“By reading on the Internet, I saw that the criticisms have two different reasons,” Manara said via an Italian-to-English translation on FreeTranslation.com. “A is the side erotic and sexy, the other is the anatomic error. Now, on the incompetence in the drawing I don't know what to say. Let's say that I try to do my best for 40 years. Nobody is perfect, and I can make mistakes; simply, I am a professional, then I do my best.”
“On the erotic side, on the other hand, I found the thing a little surprising,” he continued. “Apart from the fact that there is a compulsory prerequisite to do: it seems to me that both in the United States and in the rest of the world there are things much more important and serious you have to deal with. The facts of Ferguson, or the drama of Ebola. That there are people that if the take for things like… unless there is, in these times, a hypersensitivity to images more or less erotic, due to this continuous comparison that we are called to do with Islam. We know that the censure of the woman's body should not be a characteristic our, western. It is also this that I am surprised enough.”
The response failed to satisfy The Mary Sue, one of the earliest outlets to criticize Manara's cover. “It”s sad to see him take the route so many do when people try and discuss issues as they pertain to women”s representation in entertainment — namely, that there are more important things to worry about,” wrote the site's editor-in-chief, Jill Pantozzi. “This line of argument assumes people can only be concerned about one thing at a time and is meant to derail (whether on purpose or not) an otherwise worthy topic of discussion.”
Manara also gave insight into his artistic choices behind the positioning of Spider-Woman in his illustration — a pose that some observers have described as submissive. “What I wanted to do a girl who, after climbing a wall of a skyscraper, crawling on the roof, she finds herself on the edge, and his right leg still has it off the roof,” Manara said according to Google Translate. “So the criticism anatomical that were made, I think they are wrong: it is not to have both knees on the roof. One leg is still down, and the other is pulling up. Precisely for this reason, also, then this back arched. I tried to do this.”
“After that, it's not my fault if women are like that,” he continued. “I do the design only. It's not me that I've done so: is an author much more 'important,' say, for those who believe… For evolutionists, including me, on the other hand, women's bodies have taken this form over the millennia in order to avoid the extinction of the species, in fact. If women were made exactly as men, with the same shape, I think we would have already been extinct for a long time.”
The Manara-illustrated “Spider-Woman” #1 variant cover was released online on Monday, and quickly attracted a negative response from numerous mainstream outlets, including Slate, Elle, Entertainment Weekly and Bustle — the latter of which called the cover “just plain lewd and irresponsible on the part of the minds at Marvel.”
Those against the cover have expressed disappointment in not only the content, but the context — sending the wrong message for a female-led superhero series at a time when mainstream comic companies, including Marvel, are making a concerted effort to be more welcoming to female readers.
Those defending the cover and Marvel's decision to publish it have commonly cited Manara's long and acclaimed history of erotic art — considered a master of his craft, he's been an illustrator since 1969 — and the fact that it's a variant cover, while the main cover is by series artist Greg Land.
Manara has illustrated multiple variant covers for Marvel in recent years, none of which have received the type of outcry as the “Spider-Woman” illustration. “Milo Manara has been working as a cartoonist since 1969, and what he does hasn”t materially changed in all that time,” Tom Brevoort, Marvel's senior vice president of publishing, wrote on Tumblr. “So when we say 'Manara cover,' his body of work indicates what sort of thing he”s going to do.”
“Spider-Woman,” illustrated by Land and written by Dennis Hopeless, is scheduled to debut in November. Hopeless himself acknowledged the controversy on Twitter, writing, “I can promise you we have no intention of blatantly sexualizing any of the characters in our story” and “I don”t have any input at all on covers. You have my word that our story treats [Spider-Woman] with the utmost respect.”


TASK OBJECTIVE: Copy each line of the records below that has "gauge" in it.

INPUT MATERIAL:

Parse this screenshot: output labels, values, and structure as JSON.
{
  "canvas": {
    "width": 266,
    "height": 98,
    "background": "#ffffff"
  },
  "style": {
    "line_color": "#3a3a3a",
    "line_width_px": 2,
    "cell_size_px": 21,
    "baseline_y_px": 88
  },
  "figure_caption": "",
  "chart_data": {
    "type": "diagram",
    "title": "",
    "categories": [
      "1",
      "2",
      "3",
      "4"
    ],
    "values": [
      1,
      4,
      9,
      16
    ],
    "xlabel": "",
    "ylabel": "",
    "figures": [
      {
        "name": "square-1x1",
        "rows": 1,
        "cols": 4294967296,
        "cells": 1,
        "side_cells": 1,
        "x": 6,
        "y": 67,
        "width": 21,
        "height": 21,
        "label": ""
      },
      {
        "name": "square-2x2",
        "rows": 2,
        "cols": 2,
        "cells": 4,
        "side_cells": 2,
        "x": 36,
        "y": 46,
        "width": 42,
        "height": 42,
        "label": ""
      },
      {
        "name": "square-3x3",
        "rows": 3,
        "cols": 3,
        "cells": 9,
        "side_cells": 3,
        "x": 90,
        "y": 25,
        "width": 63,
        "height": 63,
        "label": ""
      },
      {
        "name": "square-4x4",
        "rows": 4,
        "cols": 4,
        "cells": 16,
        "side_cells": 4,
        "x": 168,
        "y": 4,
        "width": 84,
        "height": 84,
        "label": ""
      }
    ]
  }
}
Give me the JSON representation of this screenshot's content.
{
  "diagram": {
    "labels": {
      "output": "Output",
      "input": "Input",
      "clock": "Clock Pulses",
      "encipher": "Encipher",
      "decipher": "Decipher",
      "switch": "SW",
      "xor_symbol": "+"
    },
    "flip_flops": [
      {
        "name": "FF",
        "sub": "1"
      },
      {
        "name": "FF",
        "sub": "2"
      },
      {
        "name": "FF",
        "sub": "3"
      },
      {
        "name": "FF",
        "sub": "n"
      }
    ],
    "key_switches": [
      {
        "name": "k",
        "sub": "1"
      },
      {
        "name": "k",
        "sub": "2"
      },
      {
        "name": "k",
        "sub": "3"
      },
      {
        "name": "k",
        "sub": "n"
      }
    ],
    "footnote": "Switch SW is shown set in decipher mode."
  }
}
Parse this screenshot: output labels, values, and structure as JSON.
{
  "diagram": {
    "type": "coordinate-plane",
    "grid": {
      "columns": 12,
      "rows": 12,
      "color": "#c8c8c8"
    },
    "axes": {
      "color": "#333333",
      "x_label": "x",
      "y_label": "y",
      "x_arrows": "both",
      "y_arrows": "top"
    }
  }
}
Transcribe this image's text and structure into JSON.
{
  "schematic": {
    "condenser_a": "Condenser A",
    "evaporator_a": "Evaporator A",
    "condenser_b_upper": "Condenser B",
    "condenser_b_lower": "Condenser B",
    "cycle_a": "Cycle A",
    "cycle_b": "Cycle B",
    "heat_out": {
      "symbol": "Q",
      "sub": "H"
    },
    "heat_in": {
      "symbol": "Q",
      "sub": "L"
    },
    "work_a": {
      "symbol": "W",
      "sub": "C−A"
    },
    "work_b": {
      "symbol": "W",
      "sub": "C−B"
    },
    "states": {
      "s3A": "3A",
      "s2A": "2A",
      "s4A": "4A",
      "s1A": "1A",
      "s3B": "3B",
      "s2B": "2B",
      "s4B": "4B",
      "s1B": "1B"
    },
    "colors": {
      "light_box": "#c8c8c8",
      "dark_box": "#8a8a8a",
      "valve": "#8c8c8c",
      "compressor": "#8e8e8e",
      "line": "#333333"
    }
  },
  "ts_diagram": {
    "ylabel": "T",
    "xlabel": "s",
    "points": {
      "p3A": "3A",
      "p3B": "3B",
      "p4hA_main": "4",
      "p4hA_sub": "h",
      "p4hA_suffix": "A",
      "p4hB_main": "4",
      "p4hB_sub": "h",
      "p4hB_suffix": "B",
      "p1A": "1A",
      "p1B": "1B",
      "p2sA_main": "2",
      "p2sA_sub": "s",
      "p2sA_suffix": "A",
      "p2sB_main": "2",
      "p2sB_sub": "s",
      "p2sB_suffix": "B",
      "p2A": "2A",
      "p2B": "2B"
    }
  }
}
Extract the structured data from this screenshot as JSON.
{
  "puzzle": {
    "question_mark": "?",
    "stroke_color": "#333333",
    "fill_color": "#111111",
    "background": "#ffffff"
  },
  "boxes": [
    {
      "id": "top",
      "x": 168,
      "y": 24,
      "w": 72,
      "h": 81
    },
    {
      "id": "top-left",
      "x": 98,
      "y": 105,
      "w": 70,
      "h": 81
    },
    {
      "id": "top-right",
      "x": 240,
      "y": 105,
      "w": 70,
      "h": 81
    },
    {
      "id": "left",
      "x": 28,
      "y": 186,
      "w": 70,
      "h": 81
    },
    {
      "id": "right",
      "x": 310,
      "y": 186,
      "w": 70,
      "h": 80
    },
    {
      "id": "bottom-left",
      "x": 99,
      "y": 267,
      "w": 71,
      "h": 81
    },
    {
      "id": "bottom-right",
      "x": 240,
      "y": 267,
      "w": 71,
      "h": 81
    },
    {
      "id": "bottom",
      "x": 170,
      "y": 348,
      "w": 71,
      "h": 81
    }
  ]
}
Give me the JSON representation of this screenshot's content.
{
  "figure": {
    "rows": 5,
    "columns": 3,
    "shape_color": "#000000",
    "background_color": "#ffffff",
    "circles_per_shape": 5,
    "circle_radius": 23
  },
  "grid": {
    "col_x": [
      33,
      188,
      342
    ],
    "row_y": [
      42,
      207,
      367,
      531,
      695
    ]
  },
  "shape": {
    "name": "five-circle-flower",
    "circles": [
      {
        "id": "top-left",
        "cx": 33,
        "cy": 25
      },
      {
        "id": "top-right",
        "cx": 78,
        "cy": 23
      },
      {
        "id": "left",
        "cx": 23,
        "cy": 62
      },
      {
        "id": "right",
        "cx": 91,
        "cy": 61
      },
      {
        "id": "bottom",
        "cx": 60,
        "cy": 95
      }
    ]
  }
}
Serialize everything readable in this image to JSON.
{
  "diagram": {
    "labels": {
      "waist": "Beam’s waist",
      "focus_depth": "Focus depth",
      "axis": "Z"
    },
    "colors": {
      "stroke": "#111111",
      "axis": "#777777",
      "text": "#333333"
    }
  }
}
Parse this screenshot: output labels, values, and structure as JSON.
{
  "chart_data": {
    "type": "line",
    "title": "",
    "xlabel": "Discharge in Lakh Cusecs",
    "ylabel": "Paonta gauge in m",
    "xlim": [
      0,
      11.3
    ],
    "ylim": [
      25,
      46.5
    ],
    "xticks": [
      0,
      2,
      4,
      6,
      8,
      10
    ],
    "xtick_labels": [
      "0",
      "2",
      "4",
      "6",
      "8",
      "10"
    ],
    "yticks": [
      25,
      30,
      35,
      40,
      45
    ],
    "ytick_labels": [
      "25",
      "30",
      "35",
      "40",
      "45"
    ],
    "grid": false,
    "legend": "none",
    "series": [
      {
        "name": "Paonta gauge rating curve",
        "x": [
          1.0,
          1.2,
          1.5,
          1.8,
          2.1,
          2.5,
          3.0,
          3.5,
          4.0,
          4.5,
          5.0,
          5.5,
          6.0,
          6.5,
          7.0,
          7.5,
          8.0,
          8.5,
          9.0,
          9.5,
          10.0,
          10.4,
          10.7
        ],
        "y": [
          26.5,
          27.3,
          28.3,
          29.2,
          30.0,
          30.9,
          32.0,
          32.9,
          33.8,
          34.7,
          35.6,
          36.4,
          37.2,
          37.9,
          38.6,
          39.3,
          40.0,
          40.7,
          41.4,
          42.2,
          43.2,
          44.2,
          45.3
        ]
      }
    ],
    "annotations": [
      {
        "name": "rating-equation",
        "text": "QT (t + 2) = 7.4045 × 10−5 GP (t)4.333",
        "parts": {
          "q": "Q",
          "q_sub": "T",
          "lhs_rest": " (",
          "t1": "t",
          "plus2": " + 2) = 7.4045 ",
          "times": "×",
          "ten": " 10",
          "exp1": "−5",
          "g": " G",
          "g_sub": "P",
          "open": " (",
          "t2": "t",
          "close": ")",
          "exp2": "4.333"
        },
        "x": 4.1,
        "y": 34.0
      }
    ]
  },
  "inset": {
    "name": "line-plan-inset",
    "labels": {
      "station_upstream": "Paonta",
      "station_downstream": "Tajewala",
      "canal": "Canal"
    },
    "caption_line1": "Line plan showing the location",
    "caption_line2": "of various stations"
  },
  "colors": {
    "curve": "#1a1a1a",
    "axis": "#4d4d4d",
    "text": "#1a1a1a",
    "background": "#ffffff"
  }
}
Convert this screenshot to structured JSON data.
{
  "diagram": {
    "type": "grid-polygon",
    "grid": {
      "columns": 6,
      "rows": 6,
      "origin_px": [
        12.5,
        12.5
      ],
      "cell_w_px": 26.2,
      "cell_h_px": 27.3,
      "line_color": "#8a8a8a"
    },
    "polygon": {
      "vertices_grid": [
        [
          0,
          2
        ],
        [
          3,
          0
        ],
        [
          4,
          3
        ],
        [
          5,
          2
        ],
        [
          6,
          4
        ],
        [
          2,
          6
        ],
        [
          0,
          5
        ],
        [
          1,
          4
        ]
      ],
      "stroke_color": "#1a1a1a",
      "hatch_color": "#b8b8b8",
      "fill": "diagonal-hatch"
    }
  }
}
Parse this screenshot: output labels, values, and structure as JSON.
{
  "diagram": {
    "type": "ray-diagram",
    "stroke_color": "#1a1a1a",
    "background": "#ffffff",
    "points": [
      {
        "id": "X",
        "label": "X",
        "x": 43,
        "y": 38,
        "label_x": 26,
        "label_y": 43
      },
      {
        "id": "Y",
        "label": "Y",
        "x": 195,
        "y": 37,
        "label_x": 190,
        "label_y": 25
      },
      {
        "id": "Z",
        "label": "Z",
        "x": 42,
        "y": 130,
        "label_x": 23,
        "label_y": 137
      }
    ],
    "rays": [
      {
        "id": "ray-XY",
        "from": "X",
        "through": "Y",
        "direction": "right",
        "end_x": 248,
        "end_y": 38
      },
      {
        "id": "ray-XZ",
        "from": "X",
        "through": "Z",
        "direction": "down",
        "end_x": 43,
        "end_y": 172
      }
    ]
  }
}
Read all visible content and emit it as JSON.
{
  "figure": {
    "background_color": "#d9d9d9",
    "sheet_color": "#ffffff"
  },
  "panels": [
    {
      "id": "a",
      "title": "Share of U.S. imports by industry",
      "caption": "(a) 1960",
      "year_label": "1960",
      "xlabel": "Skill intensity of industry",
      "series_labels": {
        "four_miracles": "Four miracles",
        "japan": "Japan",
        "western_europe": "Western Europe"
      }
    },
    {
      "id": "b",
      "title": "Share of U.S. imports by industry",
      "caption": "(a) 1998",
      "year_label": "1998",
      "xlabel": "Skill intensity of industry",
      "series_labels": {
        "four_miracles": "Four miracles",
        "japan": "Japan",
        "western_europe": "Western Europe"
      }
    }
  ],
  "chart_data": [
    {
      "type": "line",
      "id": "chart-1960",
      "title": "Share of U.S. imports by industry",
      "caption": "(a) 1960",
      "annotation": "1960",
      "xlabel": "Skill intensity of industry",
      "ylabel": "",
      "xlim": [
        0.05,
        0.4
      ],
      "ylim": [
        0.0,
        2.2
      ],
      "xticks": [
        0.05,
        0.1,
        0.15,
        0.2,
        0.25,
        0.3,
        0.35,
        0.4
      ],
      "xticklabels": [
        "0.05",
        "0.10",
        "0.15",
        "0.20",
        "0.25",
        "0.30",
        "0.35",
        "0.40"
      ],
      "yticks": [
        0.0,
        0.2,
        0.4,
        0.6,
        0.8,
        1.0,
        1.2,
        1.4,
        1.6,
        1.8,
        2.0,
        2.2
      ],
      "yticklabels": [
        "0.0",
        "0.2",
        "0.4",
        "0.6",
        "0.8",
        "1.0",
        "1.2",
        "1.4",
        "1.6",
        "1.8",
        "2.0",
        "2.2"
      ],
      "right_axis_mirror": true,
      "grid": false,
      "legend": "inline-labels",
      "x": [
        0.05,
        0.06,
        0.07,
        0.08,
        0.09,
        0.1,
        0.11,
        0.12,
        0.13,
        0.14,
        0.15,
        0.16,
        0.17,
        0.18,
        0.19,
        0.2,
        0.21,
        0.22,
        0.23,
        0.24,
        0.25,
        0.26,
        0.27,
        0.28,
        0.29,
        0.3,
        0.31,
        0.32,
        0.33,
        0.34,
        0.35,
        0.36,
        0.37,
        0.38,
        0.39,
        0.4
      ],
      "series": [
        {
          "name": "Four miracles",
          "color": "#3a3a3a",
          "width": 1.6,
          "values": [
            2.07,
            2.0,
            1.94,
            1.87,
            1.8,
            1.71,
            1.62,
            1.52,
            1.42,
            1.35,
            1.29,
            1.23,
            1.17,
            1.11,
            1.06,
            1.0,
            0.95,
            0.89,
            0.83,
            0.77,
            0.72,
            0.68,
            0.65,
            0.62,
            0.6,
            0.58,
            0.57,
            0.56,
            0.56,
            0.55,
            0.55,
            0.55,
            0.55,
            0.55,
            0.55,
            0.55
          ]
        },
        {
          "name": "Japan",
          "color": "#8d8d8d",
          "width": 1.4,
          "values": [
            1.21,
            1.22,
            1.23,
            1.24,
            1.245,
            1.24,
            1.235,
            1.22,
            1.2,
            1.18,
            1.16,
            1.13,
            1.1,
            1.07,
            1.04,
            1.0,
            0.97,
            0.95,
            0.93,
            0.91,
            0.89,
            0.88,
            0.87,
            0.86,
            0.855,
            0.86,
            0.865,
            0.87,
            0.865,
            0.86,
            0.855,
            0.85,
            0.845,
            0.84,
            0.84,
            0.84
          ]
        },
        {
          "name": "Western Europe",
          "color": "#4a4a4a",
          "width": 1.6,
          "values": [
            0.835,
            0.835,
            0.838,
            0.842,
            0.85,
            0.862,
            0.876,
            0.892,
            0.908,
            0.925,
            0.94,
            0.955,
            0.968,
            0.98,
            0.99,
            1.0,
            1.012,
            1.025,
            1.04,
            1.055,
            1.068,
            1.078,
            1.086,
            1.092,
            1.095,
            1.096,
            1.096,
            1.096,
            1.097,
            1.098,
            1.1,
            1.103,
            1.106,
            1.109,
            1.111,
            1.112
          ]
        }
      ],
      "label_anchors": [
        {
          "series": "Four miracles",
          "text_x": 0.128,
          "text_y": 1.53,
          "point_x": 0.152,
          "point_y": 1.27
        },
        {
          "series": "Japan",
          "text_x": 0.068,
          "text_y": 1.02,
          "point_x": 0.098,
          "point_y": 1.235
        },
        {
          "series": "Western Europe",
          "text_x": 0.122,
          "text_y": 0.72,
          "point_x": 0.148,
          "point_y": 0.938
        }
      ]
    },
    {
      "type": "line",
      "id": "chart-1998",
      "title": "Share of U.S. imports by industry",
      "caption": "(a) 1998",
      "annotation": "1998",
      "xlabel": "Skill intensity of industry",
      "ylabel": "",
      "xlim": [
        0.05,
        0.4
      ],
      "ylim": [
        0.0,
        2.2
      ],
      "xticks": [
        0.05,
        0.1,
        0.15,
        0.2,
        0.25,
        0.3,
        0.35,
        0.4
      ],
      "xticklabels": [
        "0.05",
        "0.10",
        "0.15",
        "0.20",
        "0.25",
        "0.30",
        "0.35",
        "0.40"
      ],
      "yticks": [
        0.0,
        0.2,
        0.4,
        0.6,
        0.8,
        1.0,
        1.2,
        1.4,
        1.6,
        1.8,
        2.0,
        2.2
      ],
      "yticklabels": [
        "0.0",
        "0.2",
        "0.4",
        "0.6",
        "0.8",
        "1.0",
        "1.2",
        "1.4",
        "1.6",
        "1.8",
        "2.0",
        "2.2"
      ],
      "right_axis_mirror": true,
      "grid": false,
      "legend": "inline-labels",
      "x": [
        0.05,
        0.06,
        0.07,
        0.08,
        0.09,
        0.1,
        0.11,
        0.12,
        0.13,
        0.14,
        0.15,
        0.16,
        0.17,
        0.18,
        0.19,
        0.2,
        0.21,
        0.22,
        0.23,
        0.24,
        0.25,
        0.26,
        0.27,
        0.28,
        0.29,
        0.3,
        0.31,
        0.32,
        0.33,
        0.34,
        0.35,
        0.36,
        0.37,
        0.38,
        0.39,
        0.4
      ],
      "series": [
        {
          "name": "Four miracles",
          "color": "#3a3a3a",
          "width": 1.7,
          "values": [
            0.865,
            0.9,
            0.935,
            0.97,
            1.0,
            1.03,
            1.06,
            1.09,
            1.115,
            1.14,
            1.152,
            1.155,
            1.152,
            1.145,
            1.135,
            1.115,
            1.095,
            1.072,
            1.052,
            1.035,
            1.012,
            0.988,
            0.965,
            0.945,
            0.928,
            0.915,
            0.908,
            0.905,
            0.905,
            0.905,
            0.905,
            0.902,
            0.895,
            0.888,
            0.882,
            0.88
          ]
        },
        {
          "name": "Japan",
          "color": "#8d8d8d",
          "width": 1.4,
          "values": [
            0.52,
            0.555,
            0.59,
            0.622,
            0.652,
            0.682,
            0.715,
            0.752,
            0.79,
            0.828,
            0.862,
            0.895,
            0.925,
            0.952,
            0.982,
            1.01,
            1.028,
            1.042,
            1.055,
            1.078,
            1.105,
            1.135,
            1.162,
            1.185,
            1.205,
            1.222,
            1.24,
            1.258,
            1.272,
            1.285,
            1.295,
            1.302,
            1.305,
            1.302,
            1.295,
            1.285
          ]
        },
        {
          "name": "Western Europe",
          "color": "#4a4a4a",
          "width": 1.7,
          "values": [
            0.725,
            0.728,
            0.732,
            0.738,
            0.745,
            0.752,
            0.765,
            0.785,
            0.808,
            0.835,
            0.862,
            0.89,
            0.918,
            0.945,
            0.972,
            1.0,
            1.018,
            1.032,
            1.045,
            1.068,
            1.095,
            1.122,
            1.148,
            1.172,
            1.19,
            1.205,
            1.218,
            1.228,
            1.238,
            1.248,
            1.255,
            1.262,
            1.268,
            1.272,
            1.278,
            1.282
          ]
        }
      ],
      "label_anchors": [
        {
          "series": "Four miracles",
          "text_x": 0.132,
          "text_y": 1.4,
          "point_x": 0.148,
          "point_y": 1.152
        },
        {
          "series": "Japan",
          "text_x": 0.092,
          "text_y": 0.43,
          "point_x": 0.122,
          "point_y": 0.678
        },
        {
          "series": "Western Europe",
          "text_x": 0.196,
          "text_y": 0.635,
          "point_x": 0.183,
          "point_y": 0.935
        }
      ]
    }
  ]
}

WRITTEN ANSWER:
    "ylabel": "Paonta gauge in m",
        "name": "Paonta gauge rating curve",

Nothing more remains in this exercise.